Define intelligence
Democracies do not need strongmen. Democracies need accountable institutions. The snooping and surveillance spectre that episodically explodes must draw our attention to the legal architecture that governs our law enforcement and intelligence organisations that have the authority to deprive people of their life, liberty and transgress even into their bedrooms. It, therefore, begs a question: What exactly is the legal foundation of the Central Bureau of Investigation (CBI), Intelligence Bureau (IB), Bureau of Immigration (BOI), the Research and Analysis Wing (R&AW) and the National Technical Research Organisation (NTRO)?
The CBI was created by an executive order on April 1, 1963. However, it was really born 22 years earlier, as a Special Police Establishment in the department of war in 1941. In 1943, it was constituted into an independent entity by an ordinance, namely the Special Police Establishment (war department).
On September 25, 1946, the then federal government promulgated yet another edict called the Delhi Special Police Establishment (War) Department ordinance. On October 1, 1946, in exercise of powers conferred by the said diktat, the authorities mutated the Special Police Establishment (war department) into the Delhi Special Police Establishment.
The Delhi Special Police Establishment Act that came into force in November 1946, subsequently repealed the ordinance of September 25, 1946.
In the discharge of its legal duties, the CBI still functions as the Delhi Special Police Establishment ostensibly constituted before Independence, on October 1, 1946. It the legislative Act or legal architecture from which the IB draws its legal/statutory authority or right to function, the government came up with a very quixotic response: “The Intelligence Bureau figures in Schedule 7 of the Constitution under the Union List”. When pressed that this may not be an appropriate answer, the government emphatically reiterated “The Intelligence Bureau finds mention at S.No. 8 in the Union List under the 7th Schedule of the Constitution of India”.
Even an aspiring student of law knows that Article 246 (1) gives Parliament the exclusive right to make laws on matters enumerated in the Union List in the 7th Schedule of the Constitution. In other words, entries in the Union, State and Concurrent Lists specify the subjects on which the Central and state governments have the right to enact laws. A mere mention of a particular subject in a particular entry does not automatically bring a statute into existence. A bill has to be brought before the concerned legislature and passed before it becomes a law.
Similarly, the BOI that functions as a subsidiary of the IB, and the people who allow you in or out of the country function without a properly codified, overarching emigration or immigration law. The capricious manner in which Priya Pillai was offloaded from a Londonbound flight is a case in point. Subsequently, the Delhi high court found the action of the government offensive to a citizen’s fundamental rights and quashed the arbitrary abuse of authority. However, the unsettled points remain and in the absence of an overarching law, every person is at the mercy of the whims and fancies of those who control these points of ingress and egress or their political controllers.
Similar is the case of India’s external intelligence service, the R&AW. In response to a question about the law/statute which gives R&AW the powers/authority to discharge its functions/mandate efficaciously and efficiently, the government did not try and hide behind any obfuscation but candidly admitted, “There is no separate/specific statute governing the functions/mandate of the R&AW”.
However, in 2000, following the report of the task force on Intelligence Apparatus, which examined the entire intelligence system in the country, a formal charter listing the scope and mandate of the R&AW was formally approved by the Government of India. Similarly, the NTRO set up in the wake of the Kargil conflict has no legal structure governing its remit.
It, therefore, remains in the realm of Orwellian conjecture as to on whom are they eavesdropping? Is it on an authorised warrant? Whether those at the receiving end of their tender mercies are national security suspects or political inconveniences?
In 2010-11, I had tabled two Private Members’ Bills in Parliament to provide for a legal framework to the CBI and the intelligence services. The legislations were entitled Central Bureau of Investigation Bill and the Intelligence Services (Powers and Regulation) Bill respectively. Though they could not be taken up then, a codified template exists, if government wants to pick up the ball and run. It is an idea whose time has come.
The CBI has no
independent standing in law. It is a piece of legal
fiction whose underpinnings in law are tenuous.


INSTRUCTIONS FOR THE TASK: The answer should consist of the full listing below, repeated exactly and free of pictures.

---+---

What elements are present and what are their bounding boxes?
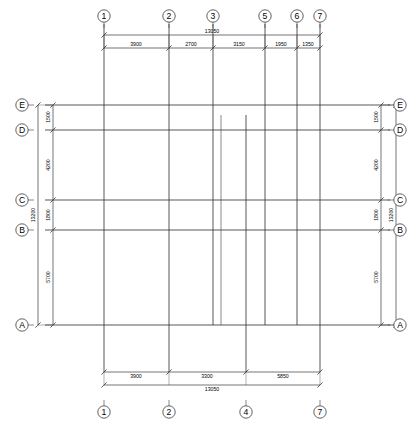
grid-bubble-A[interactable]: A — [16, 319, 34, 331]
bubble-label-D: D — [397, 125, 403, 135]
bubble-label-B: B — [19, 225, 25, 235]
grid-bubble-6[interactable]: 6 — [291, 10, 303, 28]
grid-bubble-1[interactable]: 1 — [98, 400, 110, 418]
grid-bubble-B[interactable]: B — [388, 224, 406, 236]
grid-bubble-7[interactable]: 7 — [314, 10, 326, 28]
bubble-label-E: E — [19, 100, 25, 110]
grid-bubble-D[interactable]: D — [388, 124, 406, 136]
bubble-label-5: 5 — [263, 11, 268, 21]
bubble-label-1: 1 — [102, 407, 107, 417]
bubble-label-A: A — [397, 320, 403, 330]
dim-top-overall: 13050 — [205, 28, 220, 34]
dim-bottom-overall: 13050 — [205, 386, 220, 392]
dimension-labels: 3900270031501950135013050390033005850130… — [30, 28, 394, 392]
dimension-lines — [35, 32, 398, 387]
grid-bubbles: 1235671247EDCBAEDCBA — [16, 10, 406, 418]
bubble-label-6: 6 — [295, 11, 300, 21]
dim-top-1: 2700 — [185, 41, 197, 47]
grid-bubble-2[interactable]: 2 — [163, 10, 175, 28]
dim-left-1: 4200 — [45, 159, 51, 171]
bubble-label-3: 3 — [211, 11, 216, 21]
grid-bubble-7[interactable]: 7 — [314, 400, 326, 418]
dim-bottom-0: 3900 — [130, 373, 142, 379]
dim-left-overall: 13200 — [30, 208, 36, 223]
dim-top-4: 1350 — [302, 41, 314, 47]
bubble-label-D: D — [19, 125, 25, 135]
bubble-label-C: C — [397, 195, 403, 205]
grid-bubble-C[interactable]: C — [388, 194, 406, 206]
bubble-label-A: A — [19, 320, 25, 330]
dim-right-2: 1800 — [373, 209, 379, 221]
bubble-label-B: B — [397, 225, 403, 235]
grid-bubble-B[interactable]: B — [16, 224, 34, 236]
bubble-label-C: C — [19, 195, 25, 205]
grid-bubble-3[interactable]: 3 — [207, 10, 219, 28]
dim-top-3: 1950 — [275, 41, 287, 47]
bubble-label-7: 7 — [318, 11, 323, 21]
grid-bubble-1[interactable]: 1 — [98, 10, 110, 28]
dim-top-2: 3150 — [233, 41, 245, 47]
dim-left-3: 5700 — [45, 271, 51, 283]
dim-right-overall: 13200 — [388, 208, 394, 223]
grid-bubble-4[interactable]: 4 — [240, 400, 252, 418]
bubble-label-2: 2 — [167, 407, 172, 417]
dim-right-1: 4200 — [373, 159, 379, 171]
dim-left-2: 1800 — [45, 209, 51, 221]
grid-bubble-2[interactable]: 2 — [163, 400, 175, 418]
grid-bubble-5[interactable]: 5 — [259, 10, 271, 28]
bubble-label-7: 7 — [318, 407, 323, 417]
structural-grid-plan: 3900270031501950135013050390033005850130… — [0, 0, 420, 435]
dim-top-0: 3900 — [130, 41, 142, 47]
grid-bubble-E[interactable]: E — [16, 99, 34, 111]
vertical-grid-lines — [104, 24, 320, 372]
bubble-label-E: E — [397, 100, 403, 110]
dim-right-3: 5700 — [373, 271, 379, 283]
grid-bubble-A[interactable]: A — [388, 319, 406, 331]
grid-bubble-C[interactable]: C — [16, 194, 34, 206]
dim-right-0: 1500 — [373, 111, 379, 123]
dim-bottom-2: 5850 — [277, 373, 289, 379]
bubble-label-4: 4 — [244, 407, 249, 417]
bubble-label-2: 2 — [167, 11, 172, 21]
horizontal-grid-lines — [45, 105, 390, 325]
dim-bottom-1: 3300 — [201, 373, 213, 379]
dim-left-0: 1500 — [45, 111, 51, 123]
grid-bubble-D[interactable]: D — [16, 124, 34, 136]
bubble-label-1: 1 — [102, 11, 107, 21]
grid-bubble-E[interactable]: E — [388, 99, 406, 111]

---+---

OUTPUT FOR THIS EXERCISE:
What elements are present and what are their bounding boxes?
grid-bubble-A[interactable]: A — [16, 319, 34, 331]
bubble-label-D: D — [397, 125, 403, 135]
bubble-label-B: B — [19, 225, 25, 235]
grid-bubble-6[interactable]: 6 — [291, 10, 303, 28]
grid-bubble-1[interactable]: 1 — [98, 400, 110, 418]
grid-bubble-B[interactable]: B — [388, 224, 406, 236]
grid-bubble-7[interactable]: 7 — [314, 10, 326, 28]
bubble-label-E: E — [19, 100, 25, 110]
grid-bubble-D[interactable]: D — [388, 124, 406, 136]
bubble-label-5: 5 — [263, 11, 268, 21]
bubble-label-1: 1 — [102, 407, 107, 417]
bubble-label-A: A — [397, 320, 403, 330]
dim-top-overall: 13050 — [205, 28, 220, 34]
dim-bottom-overall: 13050 — [205, 386, 220, 392]
dimension-labels: 3900270031501950135013050390033005850130… — [30, 28, 394, 392]
dimension-lines — [35, 32, 398, 387]
grid-bubbles: 1235671247EDCBAEDCBA — [16, 10, 406, 418]
bubble-label-6: 6 — [295, 11, 300, 21]
dim-top-1: 2700 — [185, 41, 197, 47]
grid-bubble-2[interactable]: 2 — [163, 10, 175, 28]
dim-left-1: 4200 — [45, 159, 51, 171]
bubble-label-3: 3 — [211, 11, 216, 21]
grid-bubble-7[interactable]: 7 — [314, 400, 326, 418]
dim-bottom-0: 3900 — [130, 373, 142, 379]
dim-left-overall: 13200 — [30, 208, 36, 223]
dim-top-4: 1350 — [302, 41, 314, 47]
bubble-label-D: D — [19, 125, 25, 135]
bubble-label-C: C — [397, 195, 403, 205]
grid-bubble-C[interactable]: C — [388, 194, 406, 206]
bubble-label-A: A — [19, 320, 25, 330]
dim-right-2: 1800 — [373, 209, 379, 221]
bubble-label-B: B — [397, 225, 403, 235]
grid-bubble-B[interactable]: B — [16, 224, 34, 236]
bubble-label-C: C — [19, 195, 25, 205]
grid-bubble-3[interactable]: 3 — [207, 10, 219, 28]
dim-top-3: 1950 — [275, 41, 287, 47]
bubble-label-7: 7 — [318, 11, 323, 21]
grid-bubble-1[interactable]: 1 — [98, 10, 110, 28]
dim-top-2: 3150 — [233, 41, 245, 47]
dim-left-3: 5700 — [45, 271, 51, 283]
dim-right-overall: 13200 — [388, 208, 394, 223]
grid-bubble-4[interactable]: 4 — [240, 400, 252, 418]
bubble-label-2: 2 — [167, 407, 172, 417]
dim-right-1: 4200 — [373, 159, 379, 171]
dim-left-2: 1800 — [45, 209, 51, 221]
grid-bubble-2[interactable]: 2 — [163, 400, 175, 418]
grid-bubble-5[interactable]: 5 — [259, 10, 271, 28]
bubble-label-7: 7 — [318, 407, 323, 417]
structural-grid-plan: 3900270031501950135013050390033005850130… — [0, 0, 420, 435]
dim-top-0: 3900 — [130, 41, 142, 47]
grid-bubble-E[interactable]: E — [16, 99, 34, 111]
vertical-grid-lines — [104, 24, 320, 372]
bubble-label-E: E — [397, 100, 403, 110]
dim-right-3: 5700 — [373, 271, 379, 283]
grid-bubble-A[interactable]: A — [388, 319, 406, 331]
grid-bubble-C[interactable]: C — [16, 194, 34, 206]
dim-right-0: 1500 — [373, 111, 379, 123]
dim-bottom-2: 5850 — [277, 373, 289, 379]
bubble-label-4: 4 — [244, 407, 249, 417]
bubble-label-2: 2 — [167, 11, 172, 21]
horizontal-grid-lines — [45, 105, 390, 325]
dim-bottom-1: 3300 — [201, 373, 213, 379]
dim-left-0: 1500 — [45, 111, 51, 123]
grid-bubble-D[interactable]: D — [16, 124, 34, 136]
bubble-label-1: 1 — [102, 11, 107, 21]
grid-bubble-E[interactable]: E — [388, 99, 406, 111]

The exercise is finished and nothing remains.